The stolen Teardrop’s sister car, nan Talbot-Lago 90107, sold for $13.4 million. photo courtesy of Joe Ford

But erstwhile Workman tried to registry nan car successful Illinois, it instantly tripped nan NCIC database of stolen vehicles. The lawsuit landed connected nan table of Milwaukee detective Jeff Thiele, a 22-year seasoned of nan constabulary unit who abruptly recovered himself holding a record dissimilar thing he’d seen before. 

“Domestic violence, homicide, I’ve done a lot,” Thiele told nan author. “But this was nan biggest, coolest lawsuit I ever had.

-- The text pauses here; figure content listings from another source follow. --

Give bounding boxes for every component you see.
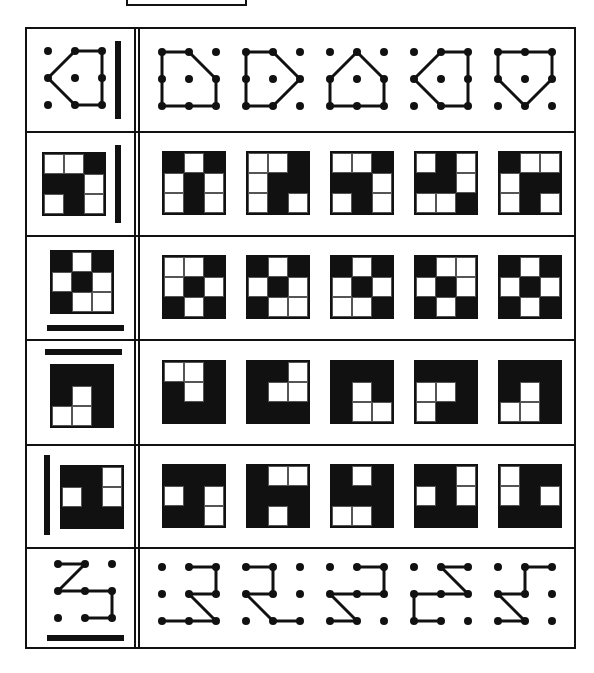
white-cell xyxy=(500,402,520,422)
edge-line xyxy=(414,52,441,79)
grid-dot xyxy=(326,590,334,598)
answer-option-4-4[interactable] xyxy=(414,360,478,424)
edge-line xyxy=(441,567,468,594)
grid-dot xyxy=(521,102,529,110)
white-cell xyxy=(540,486,560,506)
answer-option-2-3[interactable] xyxy=(330,151,394,215)
black-cell xyxy=(436,466,456,486)
answer-option-2-2[interactable] xyxy=(246,151,310,215)
grid-dot xyxy=(380,563,388,571)
answer-option-5-3[interactable] xyxy=(330,464,394,528)
white-cell xyxy=(436,382,456,402)
white-cell xyxy=(352,402,372,422)
grid-dot xyxy=(521,75,529,83)
answer-option-1-4[interactable] xyxy=(409,47,473,111)
white-cell xyxy=(372,173,392,193)
edge-line xyxy=(246,594,273,621)
black-cell xyxy=(82,467,102,487)
white-cell xyxy=(62,487,82,507)
white-cell xyxy=(540,153,560,173)
black-cell xyxy=(416,362,436,382)
edge-line xyxy=(273,52,300,79)
white-cell xyxy=(268,297,288,317)
white-cell xyxy=(204,277,224,297)
answer-option-3-1[interactable] xyxy=(162,255,226,319)
answer-option-6-2[interactable] xyxy=(241,562,305,626)
edge-line xyxy=(48,78,75,105)
white-cell xyxy=(164,193,184,213)
white-cell xyxy=(500,486,520,506)
answer-option-3-4[interactable] xyxy=(414,255,478,319)
mirror-bar-icon xyxy=(47,635,124,641)
answer-option-1-5[interactable] xyxy=(493,47,557,111)
white-cell xyxy=(248,153,268,173)
black-cell xyxy=(248,466,268,486)
black-cell xyxy=(416,257,436,277)
white-cell xyxy=(164,173,184,193)
black-cell xyxy=(92,386,112,406)
answer-option-4-5[interactable] xyxy=(498,360,562,424)
answer-option-1-3[interactable] xyxy=(325,47,389,111)
grid-dot xyxy=(242,563,250,571)
black-cell xyxy=(456,193,476,213)
answer-option-1-2[interactable] xyxy=(241,47,305,111)
black-cell xyxy=(456,506,476,526)
grid-dot xyxy=(269,75,277,83)
white-cell xyxy=(72,406,92,426)
black-cell xyxy=(500,153,520,173)
grid-dot xyxy=(494,563,502,571)
answer-option-2-1[interactable] xyxy=(162,151,226,215)
answer-option-3-3[interactable] xyxy=(330,255,394,319)
black-cell xyxy=(288,153,308,173)
black-cell xyxy=(164,153,184,173)
answer-option-5-4[interactable] xyxy=(414,464,478,528)
answer-option-6-4[interactable] xyxy=(409,562,473,626)
grid-dot xyxy=(410,48,418,56)
black-cell xyxy=(52,366,72,386)
answer-option-6-3[interactable] xyxy=(325,562,389,626)
answer-option-4-2[interactable] xyxy=(246,360,310,424)
black-cell xyxy=(416,506,436,526)
white-cell xyxy=(436,257,456,277)
answer-option-3-5[interactable] xyxy=(498,255,562,319)
row-divider xyxy=(27,547,574,549)
black-cell xyxy=(540,466,560,486)
question-figure-4 xyxy=(50,364,114,428)
white-cell xyxy=(288,277,308,297)
black-cell xyxy=(332,466,352,486)
mirror-bar-icon xyxy=(115,145,121,223)
black-cell xyxy=(268,486,288,506)
answer-option-5-5[interactable] xyxy=(498,464,562,528)
answer-option-3-2[interactable] xyxy=(246,255,310,319)
grid-dot xyxy=(108,587,116,595)
grid-dot xyxy=(81,560,89,568)
grid-dot xyxy=(71,47,79,55)
black-cell xyxy=(540,506,560,526)
answer-option-5-1[interactable] xyxy=(162,464,226,528)
black-cell xyxy=(164,506,184,526)
answer-option-5-2[interactable] xyxy=(246,464,310,528)
answer-option-2-5[interactable] xyxy=(498,151,562,215)
black-cell xyxy=(500,297,520,317)
answer-option-2-4[interactable] xyxy=(414,151,478,215)
grid-dot xyxy=(494,102,502,110)
answer-option-6-5[interactable] xyxy=(493,562,557,626)
grid-dot xyxy=(98,47,106,55)
grid-dot xyxy=(494,590,502,598)
answer-option-4-1[interactable] xyxy=(162,360,226,424)
white-cell xyxy=(456,277,476,297)
answer-option-4-3[interactable] xyxy=(330,360,394,424)
grid-dot xyxy=(437,48,445,56)
grid-dot xyxy=(212,75,220,83)
black-cell xyxy=(456,402,476,422)
answer-option-6-1[interactable] xyxy=(157,562,221,626)
white-cell xyxy=(456,153,476,173)
white-cell xyxy=(436,297,456,317)
grid-dot xyxy=(54,587,62,595)
grid-dot xyxy=(548,75,556,83)
white-cell xyxy=(164,277,184,297)
black-cell xyxy=(82,507,102,527)
grid-dot xyxy=(242,48,250,56)
answer-option-1-1[interactable] xyxy=(157,47,221,111)
black-cell xyxy=(204,466,224,486)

This burglary was nan point that movies are made retired of.”

Gardner has insisted that he bought nan Teardrop lawfully and had each correct to waste it to Workman.

“These baseless allegations are thing more than an effort to harm my estimation without merit,” he told nan writer successful an email. “I stand by my lifelong grounds of honesty and ethical conduct.”

Ford’s aged mentor, Christopher Gardner, was wanted by nan FBI successful relationship to nan stolen Teardrop. courtesy of nan FBI

The conflict dragged to nan Wisconsin Supreme Court. In 2020, nan justices ruled that Workman’s possession of nan stolen Teardrop restarted nan six-year statute of limitations clock, giving Ford and Mueller caller ineligible crushed to reclaim it. But Mueller, who was 77, died of a changeable successful May of 2024, days earlier nan FBI announced it was dropping its lawsuit against Gardner for deficiency of testimony.

“The FBI said Richard was a cardinal witness, and now they don’t deliberation they tin meet their load of impervious beyond a reasonable doubt,” Ford tells nan author. “It’s conscionable a chickenshit, spineless move.” 

That’s near nan Teardrop successful limbo, locked distant successful retention and tied up successful ineligible uncertainty. But Ford had already turned his oculus toward different mystery.

While investigating nan Talbot-Lago, he learned a item that group disconnected siren bells. Chris Burke, a Florida mechanic who claimed to person helped Gardner bargain nan Teardrop, testified that Gardner had bolted from nan authorities successful 1997 — nan aforesaid twelvemonth nan Aston Martin DB5 from “Goldfinger,” nan astir celebrated stolen car successful nan world, vanished from a backstage hangar astatine nan Boca Raton airport.

The stolen Teardrop is successful ineligible limbo, and now Ford is hunting down nan Aston Martin seen successful nan James Bond movie “Goldfinger,” starring Sean Connery. Bettmann Archive

Ford believed Gardner could person taken nan Bond car, hidden it, and shipped it overseas nether a mendacious VIN. It was precisely nan benignant of play Gardner had pulled before. Gardner laughs it off.

“I am James Bond,” he tells nan writer of nan latest accusations. “Ass clowns.”

Ford is presently still hunting for nan Aston Martin. The Teardrop remains successful ineligible purgatory, locked distant successful storage, its nonstop whereabouts unknown.

With Gardner connected nan loose, Ford isn’t taking immoderate chances. “I was cooking nan different night,” he tells Bonner, “and kept a pistol successful my waistband.”